My father was as practical as a millstone, refusing to believe airplanes could fly until he saw one soaring across the sky, with me inheriting the same from him.

Maybe my wife’s death left scars in Bobby. He’s acted off since then, even though the doctors claimed he would get over it.

The picture is so vivid it could be real – just as his picture earlier showing the body dangling from the Eiffel Tower, he no doubt got from the news, though he says he got it out of a dream.

He’s made such claims before and I always dismiss them, depicting them in pictures like this – if not so horrific, equally graphic, his dreams taking him to exotic locations such as Paris we cannot afford to reach in reality.

His stories are nearly as brilliant as his drawings are, briefly drawing me in, sometimes making me anticipate what he will say next while I transition from work to this place.

“It’s real, Daddy,” Bobby always tells me. “I was really there.”

Most of his tales are grim, although not nearly as grim as the reality I face each day on the sales floor and the silence of the cash registers I suspect will lead me to bankruptcy or worse someday.

But this last picture jolts me like none of the others have.

“Yes, I like it, Bobby,” I tell him, trying not to show how startled I am.

He goes back to drawing; I try to read but give up, wondering where Bobby’s imagination will take him in his new drawing.

Maybe he’ll grow up to be a writer or journalist, I think, and really get to visit those places I can’t take him to now.

“Bobby, may I see that first picture again?” I say.

The depicted creature seems to crawl off the page at me.

“What inspired this?” I asked. “Where did your dream take you to find this?”

“To the stars, Daddy,” Bobby says.

I smile weakly and let the boy return to his second drawing.

Sometimes it is best to accept these truths and not question them, though I don’t completely approve of where his imagination takes him.’

That's the salesman in me, needing to see the plane fly before I believe it can.

Perhaps something closed up inside of me with my wife’s death and won’t let me see things the way Bobby can.

Suddenly I’m scared.

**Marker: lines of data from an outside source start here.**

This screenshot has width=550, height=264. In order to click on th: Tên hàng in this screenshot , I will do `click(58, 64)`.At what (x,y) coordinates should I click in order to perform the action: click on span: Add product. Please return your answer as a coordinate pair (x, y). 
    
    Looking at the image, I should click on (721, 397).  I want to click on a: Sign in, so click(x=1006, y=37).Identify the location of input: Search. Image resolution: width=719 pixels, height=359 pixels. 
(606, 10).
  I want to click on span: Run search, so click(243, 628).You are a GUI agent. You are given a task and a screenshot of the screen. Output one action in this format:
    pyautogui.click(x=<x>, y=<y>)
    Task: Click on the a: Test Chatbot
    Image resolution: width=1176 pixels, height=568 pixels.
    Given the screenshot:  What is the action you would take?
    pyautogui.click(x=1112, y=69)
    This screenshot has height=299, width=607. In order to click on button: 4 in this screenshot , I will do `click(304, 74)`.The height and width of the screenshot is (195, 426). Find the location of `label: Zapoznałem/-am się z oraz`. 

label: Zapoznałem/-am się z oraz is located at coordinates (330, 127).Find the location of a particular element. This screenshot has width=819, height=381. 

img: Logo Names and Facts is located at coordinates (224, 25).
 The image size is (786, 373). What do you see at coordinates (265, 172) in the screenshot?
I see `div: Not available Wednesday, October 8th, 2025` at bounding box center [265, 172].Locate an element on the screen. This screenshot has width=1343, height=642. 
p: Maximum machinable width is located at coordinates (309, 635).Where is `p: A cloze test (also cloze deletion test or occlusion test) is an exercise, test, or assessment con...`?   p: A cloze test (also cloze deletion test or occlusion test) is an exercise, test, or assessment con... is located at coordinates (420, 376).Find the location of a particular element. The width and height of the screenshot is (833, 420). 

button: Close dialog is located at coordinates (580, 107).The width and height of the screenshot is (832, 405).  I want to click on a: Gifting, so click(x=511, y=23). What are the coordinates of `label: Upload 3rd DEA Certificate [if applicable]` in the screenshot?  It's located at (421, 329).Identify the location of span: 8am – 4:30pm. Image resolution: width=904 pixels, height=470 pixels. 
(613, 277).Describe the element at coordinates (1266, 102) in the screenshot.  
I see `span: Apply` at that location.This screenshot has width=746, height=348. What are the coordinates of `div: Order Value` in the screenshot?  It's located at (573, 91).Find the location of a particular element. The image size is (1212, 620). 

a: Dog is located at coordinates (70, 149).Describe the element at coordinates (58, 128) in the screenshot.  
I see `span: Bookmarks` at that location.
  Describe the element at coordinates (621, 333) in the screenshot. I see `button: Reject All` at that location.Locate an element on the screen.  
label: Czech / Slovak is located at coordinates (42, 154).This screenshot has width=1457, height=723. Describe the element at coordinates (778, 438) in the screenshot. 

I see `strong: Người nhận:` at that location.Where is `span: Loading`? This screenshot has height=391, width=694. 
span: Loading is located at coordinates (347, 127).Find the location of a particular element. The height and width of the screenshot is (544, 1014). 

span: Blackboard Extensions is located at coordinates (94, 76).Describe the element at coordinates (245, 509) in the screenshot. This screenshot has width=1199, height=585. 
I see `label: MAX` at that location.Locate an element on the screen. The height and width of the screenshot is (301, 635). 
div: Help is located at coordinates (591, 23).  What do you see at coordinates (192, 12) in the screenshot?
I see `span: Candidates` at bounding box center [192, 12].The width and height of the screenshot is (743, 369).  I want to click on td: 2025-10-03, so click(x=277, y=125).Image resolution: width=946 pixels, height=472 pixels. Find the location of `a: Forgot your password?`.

Suddenly, I don’t want to see what Bobby comes up with next.

“I think it’s time for you to go to bed,” I tell him.

“But I’m not done, Daddy.”

“You can finish it tomorrow,” I tell him, and he complies, gathering up his things, leaving me to my unread newspaper and the slowly dying flames of the fire.

I lift up the newspaper; it is filled with news of space as well, of new mineral discoveries on the moon, the World Earth Race scheduled to start it’s grueling 500-orbit sprint around the planet.

Bobby’s forgotten picture of the beast stares up at me from the floor. I shrug it off, and stare at a large photo accompanying a detailed story about the assassination of a member of the House of Lords – and there in the corner of the picture is the tiny figure of Bobby, standing in the shadows.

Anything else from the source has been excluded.